Vistra’s #4 priority in the short term is to provide additional information to evaluate what larger scale changes to market design are needed to converge advisory to binding results.
Vistra is leery of large-scale changes to the multi-interval optimization (MIO) to address some storage operators concerns. As an operator of both combined cycle gas turbine and storage assets, it is important not to dilute the efficiency that MIO brings to the CAISO market design to address the issues raised by storage.
Information Request: CAISO should begin providing advisory interval data. CAISO should also provide education into its forecasting methods and which elements of forecasting or alternatively other inputs or constraints that have largest impact on advisory interval results diverging from the binding results.
While mixed integer optimization changes should be deferred, Vistra believes phase 1 should prioritize low hanging fruit enhancements to address storage operator concerns.
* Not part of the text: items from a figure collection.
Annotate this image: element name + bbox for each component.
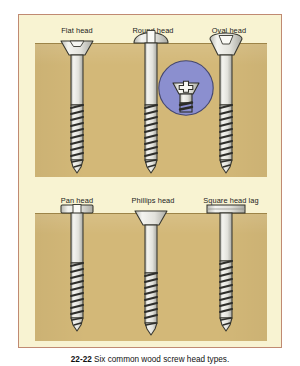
screw-square-head-lag <box>19 15 283 349</box>
square-head-lag-shank <box>220 213 232 261</box>
figure-frame: Flat head Round head Oval head <box>18 14 282 348</box>
figure-caption-number: 22-22 <box>71 355 92 364</box>
figure-caption: 22-22 Six common wood screw head types. <box>0 355 300 365</box>
square-head-lag-threads <box>220 261 232 318</box>
figure-panel: Flat head Round head Oval head <box>19 15 281 347</box>
phillips-magnifier-inset <box>157 59 215 117</box>
figure-caption-text: Six common wood screw head types. <box>94 355 229 364</box>
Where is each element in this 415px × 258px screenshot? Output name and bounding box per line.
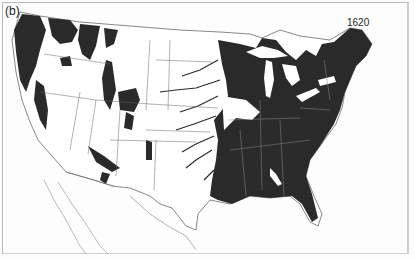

These include:
- Provide an uplift payment to storage resources that makes the storage whole to the settlement payments that would have occurred in the run that led to the binding dispatch to make it whole to the expected net revenue.
- Focus on forecasting or targeted enhancements that would converge advisory to binding interval results.
[1] See ERCOT Protocols, Section 6.5.7.3.1, available at: https://www.ercot.com/files/docs/2023/03/31/06-080123_Nodal.docx.
[2] Vistra notes we are referring to this as a stop loss mechanism instead of circuit breaker as referred to by ERCOT and PJM because CAISO has communicated it believes “circuit breaker” refers to its existing design. To avoid confusion we are differentiating between circuit breaker price caps and stop loss circuit breakers that kick in over a sustained period of time.